The interruptions kept costing Danny his hard-earned advantage, but each time he’d streak away again. Then his perfectly balanced car began to understeer. A yellow caused by a stray beer can on the track gave him the chance to pit.

“I had a little handling problem, and I came in. They discovered there was a problem with the front wing mount They had a little hole where they could adjust it up and down with a speed wrench. That had started to give up, and my crew chief taped it up. ‘Big Al’ Unser had already had the same problem, but his crew poked a punch in the side and then taped it up to keep it in place.”

Buick-powered Jim Crawford now unexpectedly became the first Briton to lead the Indy 500 since the Clark-Hill-Stewart era. Behind him, after his early problems, Mears had unlapped himself and worked back up to second. Sullivan was now third, but he wasn’t too worried.

“I didn’t think anything about it when they fixed it. You lose ground because you stop out of step with the others, and it just takes you time to get back the lost ground. And Penske’s guys were so damn clever. So I wasn’t worried about it, because the car was so damn good.”

However, on lap 102, Sullivan’s race came to an abrupt end. As he headed into Turn One, the temporary front-wing fix gave up and he speared hard into the wall. It was one of the most spectacular incidents yet caught by an on-board camera.

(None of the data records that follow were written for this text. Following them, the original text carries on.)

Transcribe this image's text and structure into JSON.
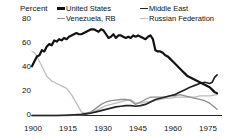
{
  "chart_data": {
    "type": "line",
    "title": "",
    "subtitle": "",
    "xlabel": "",
    "ylabel": "Percent",
    "ylim": [
      0,
      80
    ],
    "xlim": [
      1900,
      1977
    ],
    "yticks": [
      0,
      20,
      40,
      60,
      80
    ],
    "xticks": [
      1900,
      1915,
      1930,
      1945,
      1960,
      1975
    ],
    "grid": false,
    "legend_position": "top",
    "colors": {
      "united_states": "#121212",
      "middle_east": "#232323",
      "venezuela_rb": "#8d8d8d",
      "russian_federation": "#bdbdbd",
      "axis": "#222222",
      "text": "#111111",
      "background": "#ffffff"
    },
    "series": [
      {
        "name": "United States",
        "color": "#121212",
        "x": [
          1900,
          1901,
          1902,
          1903,
          1904,
          1905,
          1906,
          1907,
          1908,
          1909,
          1910,
          1911,
          1912,
          1913,
          1914,
          1915,
          1916,
          1917,
          1918,
          1919,
          1920,
          1921,
          1922,
          1923,
          1924,
          1925,
          1926,
          1927,
          1928,
          1929,
          1930,
          1931,
          1932,
          1933,
          1934,
          1935,
          1936,
          1937,
          1938,
          1939,
          1940,
          1941,
          1942,
          1943,
          1944,
          1945,
          1946,
          1947,
          1948,
          1949,
          1950,
          1951,
          1952,
          1953,
          1954,
          1955,
          1956,
          1957,
          1958,
          1959,
          1960,
          1961,
          1962,
          1963,
          1964,
          1965,
          1966,
          1967,
          1968,
          1969,
          1970,
          1971,
          1972,
          1973,
          1974,
          1975
        ],
        "values": [
          40,
          44,
          48,
          49,
          53,
          52,
          56,
          58,
          57,
          61,
          60,
          62,
          61,
          63,
          62,
          64,
          65,
          66,
          67,
          66,
          66,
          67,
          68,
          69,
          70,
          70,
          69,
          68,
          70,
          69,
          66,
          63,
          64,
          66,
          63,
          65,
          65,
          64,
          63,
          64,
          63,
          65,
          64,
          65,
          64,
          63,
          62,
          64,
          65,
          62,
          53,
          52,
          52,
          51,
          49,
          48,
          46,
          44,
          42,
          40,
          38,
          36,
          34,
          32,
          31,
          30,
          29,
          28,
          27,
          26,
          25,
          24,
          23,
          21,
          19,
          18
        ]
      },
      {
        "name": "Middle East",
        "color": "#232323",
        "x": [
          1900,
          1905,
          1910,
          1913,
          1915,
          1918,
          1920,
          1922,
          1924,
          1926,
          1928,
          1930,
          1932,
          1934,
          1936,
          1938,
          1940,
          1942,
          1944,
          1946,
          1948,
          1950,
          1952,
          1954,
          1956,
          1958,
          1960,
          1962,
          1964,
          1966,
          1968,
          1970,
          1972,
          1973,
          1974,
          1975
        ],
        "values": [
          0,
          0,
          0,
          0.2,
          0.4,
          0.7,
          1,
          1.5,
          2,
          3,
          4,
          5,
          6,
          7,
          7.5,
          8,
          8,
          7.5,
          8,
          9,
          11,
          13,
          14,
          15,
          16,
          17,
          19,
          21,
          23,
          24.5,
          26,
          27,
          26,
          27,
          31,
          33
        ]
      },
      {
        "name": "Venezuela, RB",
        "color": "#8d8d8d",
        "x": [
          1900,
          1910,
          1915,
          1918,
          1920,
          1922,
          1924,
          1926,
          1928,
          1930,
          1932,
          1934,
          1936,
          1938,
          1940,
          1942,
          1944,
          1946,
          1948,
          1950,
          1952,
          1954,
          1956,
          1958,
          1960,
          1962,
          1964,
          1966,
          1968,
          1970,
          1972,
          1975
        ],
        "values": [
          0,
          0,
          0,
          0.3,
          0.6,
          1,
          3,
          6,
          9,
          11,
          12,
          12.5,
          13,
          13,
          12,
          9,
          11,
          13,
          15,
          15,
          15,
          15,
          16,
          16,
          17,
          16,
          15,
          14,
          13,
          12,
          10,
          5
        ]
      },
      {
        "name": "Russian Federation",
        "color": "#bdbdbd",
        "x": [
          1900,
          1901,
          1902,
          1903,
          1904,
          1905,
          1906,
          1908,
          1910,
          1912,
          1914,
          1916,
          1918,
          1920,
          1921,
          1922,
          1924,
          1926,
          1928,
          1930,
          1932,
          1934,
          1936,
          1938,
          1940,
          1942,
          1944,
          1946,
          1948,
          1950,
          1952,
          1954,
          1956,
          1958,
          1960,
          1962,
          1964,
          1966,
          1968,
          1970,
          1972,
          1975
        ],
        "values": [
          52,
          51,
          48,
          44,
          40,
          36,
          32,
          28,
          26,
          24,
          22,
          17,
          10,
          3,
          2,
          2,
          3,
          4,
          6,
          8,
          9,
          10,
          11,
          12,
          13,
          10,
          10,
          11,
          11,
          12,
          13,
          14,
          14,
          15,
          15,
          15,
          15,
          15,
          16,
          16,
          16,
          17
        ]
      }
    ]
  },
  "axes": {
    "y_title": "Percent",
    "y_ticks": [
      "80",
      "60",
      "40",
      "20",
      "0"
    ],
    "x_ticks": [
      "1900",
      "1915",
      "1930",
      "1945",
      "1960",
      "1975"
    ]
  },
  "legend": {
    "items": [
      {
        "label": "United States",
        "swatch": "line-swatch-dark"
      },
      {
        "label": "Middle East",
        "swatch": "line-swatch-dark"
      },
      {
        "label": "Venezuela, RB",
        "swatch": "line-swatch-gray"
      },
      {
        "label": "Russian Federation",
        "swatch": "line-swatch-lightgray"
      }
    ]
  }
}
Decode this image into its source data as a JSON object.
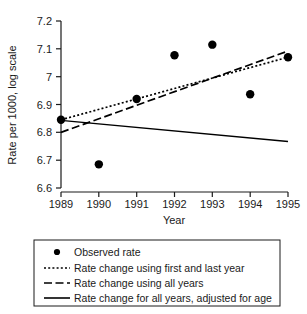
{
  "chart_data": {
    "type": "scatter",
    "title": "",
    "xlabel": "Year",
    "ylabel": "Rate per 1000, log scale",
    "x": [
      1989,
      1990,
      1991,
      1992,
      1993,
      1994,
      1995
    ],
    "xlim": [
      1989,
      1995
    ],
    "ylim": [
      6.6,
      7.2
    ],
    "xticks": [
      "1989",
      "1990",
      "1991",
      "1992",
      "1993",
      "1994",
      "1995"
    ],
    "yticks": [
      "6.6",
      "6.7",
      "6.8",
      "6.9",
      "7",
      "7.1",
      "7.2"
    ],
    "grid": false,
    "legend_position": "below-plot",
    "series": [
      {
        "name": "Observed rate",
        "type": "scatter",
        "marker": "filled-circle",
        "color": "#000000",
        "values": [
          6.845,
          6.685,
          6.92,
          7.077,
          7.115,
          6.937,
          7.07
        ]
      },
      {
        "name": "Rate change using first and last year",
        "type": "line",
        "style": "dotted",
        "color": "#000000",
        "x": [
          1989,
          1995
        ],
        "values": [
          6.845,
          7.07
        ]
      },
      {
        "name": "Rate change using all years",
        "type": "line",
        "style": "dashed",
        "color": "#000000",
        "x": [
          1989,
          1995
        ],
        "values": [
          6.8,
          7.092
        ]
      },
      {
        "name": "Rate change for all years, adjusted for age",
        "type": "line",
        "style": "solid",
        "color": "#000000",
        "x": [
          1989,
          1995
        ],
        "values": [
          6.843,
          6.767
        ]
      }
    ]
  },
  "axes": {
    "y_title": "Rate per 1000, log scale",
    "x_title": "Year",
    "y_labels": [
      "7.2",
      "7.1",
      "7",
      "6.9",
      "6.8",
      "6.7",
      "6.6"
    ],
    "x_labels": [
      "1989",
      "1990",
      "1991",
      "1992",
      "1993",
      "1994",
      "1995"
    ]
  },
  "legend": {
    "items": [
      {
        "label": "Observed rate",
        "symbol": "filled-circle"
      },
      {
        "label": "Rate change using first and last year",
        "symbol": "dotted-line"
      },
      {
        "label": "Rate change using all years",
        "symbol": "dashed-line"
      },
      {
        "label": "Rate change for all years, adjusted for age",
        "symbol": "solid-line"
      }
    ]
  }
}
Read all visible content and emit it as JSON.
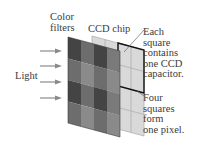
{
  "diagram": {
    "labels": {
      "color_filters": [
        "Color",
        "filters"
      ],
      "ccd_chip": "CCD chip",
      "light": "Light",
      "each_square": [
        "Each",
        "square",
        "contains",
        "one CCD",
        "capacitor."
      ],
      "four_squares": [
        "Four",
        "squares",
        "form",
        "one pixel."
      ]
    },
    "colors": {
      "filter_dark": "#4a4a4a",
      "filter_mid": "#6e6e6e",
      "filter_light": "#8c8c8c",
      "chip_fill": "#d6d6d6",
      "chip_line": "#a8a8a8",
      "pixel_outline": "#111111",
      "arrow": "#8a8a8a"
    }
  }
}
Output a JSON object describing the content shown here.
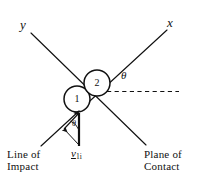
{
  "figure": {
    "title_alt": "Oblique central impact of two balls",
    "background_color": "#ffffff",
    "stroke_color": "#111111"
  },
  "axes": {
    "y_label": "y",
    "x_label": "x"
  },
  "bodies": [
    {
      "id": "ball-1",
      "label": "1",
      "cx": 77,
      "cy": 99,
      "r": 13
    },
    {
      "id": "ball-2",
      "label": "2",
      "cx": 97,
      "cy": 83,
      "r": 13
    }
  ],
  "angles": {
    "theta_plane": "θ",
    "theta_velocity": "θ"
  },
  "velocity": {
    "symbol": "v",
    "subscript": "1i"
  },
  "captions": {
    "line_of_impact": {
      "line1": "Line of",
      "line2": "Impact"
    },
    "plane_of_contact": {
      "line1": "Plane of",
      "line2": "Contact"
    }
  }
}
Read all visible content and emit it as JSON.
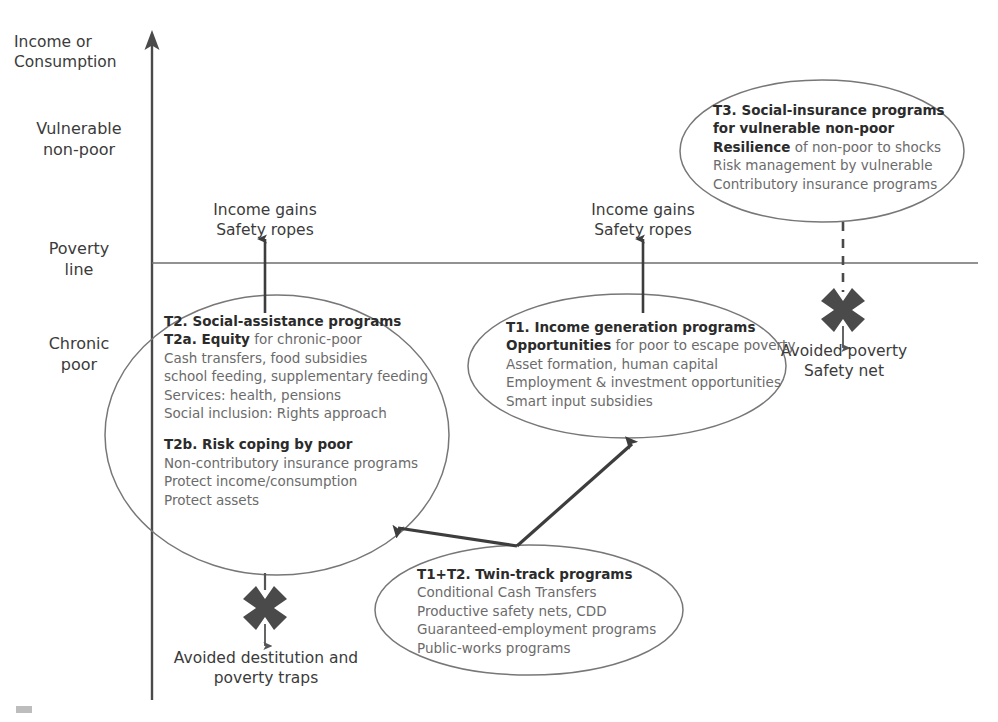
{
  "axis": {
    "y_title": "Income or\nConsumption",
    "categories": [
      {
        "label": "Vulnerable\nnon-poor"
      },
      {
        "label": "Poverty\nline"
      },
      {
        "label": "Chronic\npoor"
      }
    ]
  },
  "flow_labels": {
    "left_gain": "Income gains\nSafety ropes",
    "right_gain": "Income gains\nSafety ropes",
    "avoided_poverty": "Avoided poverty\nSafety net",
    "avoided_destitution": "Avoided destitution and\npoverty traps"
  },
  "ellipses": {
    "t2": {
      "name": "T2 social assistance",
      "lines": [
        {
          "bold": "T2. Social-assistance programs",
          "rest": ""
        },
        {
          "bold": "T2a. Equity",
          "rest": " for chronic-poor"
        },
        {
          "bold": "",
          "rest": "Cash transfers, food subsidies"
        },
        {
          "bold": "",
          "rest": "school feeding, supplementary feeding"
        },
        {
          "bold": "",
          "rest": "Services: health, pensions"
        },
        {
          "bold": "",
          "rest": "Social inclusion: Rights approach"
        },
        {
          "bold": "",
          "rest": "",
          "spacer": true
        },
        {
          "bold": "T2b. Risk coping by poor",
          "rest": ""
        },
        {
          "bold": "",
          "rest": "Non-contributory insurance programs"
        },
        {
          "bold": "",
          "rest": "Protect income/consumption"
        },
        {
          "bold": "",
          "rest": "Protect assets"
        }
      ]
    },
    "t1": {
      "name": "T1 income generation",
      "lines": [
        {
          "bold": "T1. Income generation programs",
          "rest": ""
        },
        {
          "bold": "Opportunities",
          "rest": " for poor to escape poverty"
        },
        {
          "bold": "",
          "rest": "Asset formation, human capital"
        },
        {
          "bold": "",
          "rest": "Employment & investment opportunities"
        },
        {
          "bold": "",
          "rest": "Smart input subsidies"
        }
      ]
    },
    "t3": {
      "name": "T3 social insurance",
      "lines": [
        {
          "bold": "T3. Social-insurance programs",
          "rest": ""
        },
        {
          "bold": "for vulnerable non-poor",
          "rest": ""
        },
        {
          "bold": "Resilience",
          "rest": " of non-poor to shocks"
        },
        {
          "bold": "",
          "rest": "Risk management by vulnerable"
        },
        {
          "bold": "",
          "rest": "Contributory insurance programs"
        }
      ]
    },
    "twin": {
      "name": "T1+T2 twin track",
      "lines": [
        {
          "bold": "T1+T2. Twin-track programs",
          "rest": ""
        },
        {
          "bold": "",
          "rest": "Conditional Cash Transfers"
        },
        {
          "bold": "",
          "rest": "Productive safety nets, CDD"
        },
        {
          "bold": "",
          "rest": "Guaranteed-employment programs"
        },
        {
          "bold": "",
          "rest": "Public-works programs"
        }
      ]
    }
  },
  "colors": {
    "axis": "#4a4a4a",
    "poverty_line": "#6e6e6e",
    "ellipse_stroke": "#777777",
    "arrow": "#3d3d3d",
    "x_mark": "#4a4a4a",
    "body_text": "#6b6b6b",
    "heading_text": "#2b2b2b",
    "label_text": "#3b3b3b",
    "background": "#ffffff"
  }
}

“Normally, let’s say you’ve got 10-15 degrees on the steering wheel, and now you’ve got about 30 — and you’re going towards the wall. It’s obvious that something has gone wrong when the car just stops turning, and I guessed what it was because we’d had the initial problem.

“You’re not thinking about getting hurt. Even when I spun in 1985,I was just so pissed off. It’s like, ‘Damn! Why has the race just got away from me?’ You’re just really upset about what could have been.

And then you hit the wall, and that brings you back to reality pretty quickly.

“Luckily, it didn’t do it going into the turn, it did it halfway through, so I was already pretty much turned. Still, it was a pretty big hit, but I was more mad than anything else. They took me to the infield medical centre and checked me out, but I was fine.

“When I spoke to Roger, it was just, ‘These things happen.’ Roger was a great guy to drive for in that respect. If you made a mistake he didn’t come down and beat on you for it, he was a racer himself. If something broke on the car he got to the bottom of it very quickly. I’m sure he had those pieces made bullet-proof so there wasn’t a problem in the future.”

Sullivan thus watched from the pits as Mears scored his third 500 victory, ahead of Emerson Fittipaldi and Unser Snr.

“It wouldn’t have mattered so much, only I had such a good car that day. If that thing had never broken, possibly I could have won the Indy 500 by the largest margin ever. There was no problem with the car: Rick proved that, and Al finished as well. The car was so good, and in fact we went on to win the Michigan 500 and the CART title that year.”

Sullivan might have missed out at Indy, but his televised shunt did at least help to earn a major prize for a friend.

“Don Olmeyer of ABC was the king of sports TV direction. He was just brilliant. He called me that night and said, ‘I owe you thanks.’ I said, ‘For what?’ He said, ‘You’ve probably just won me an Emmy.’ And I had!”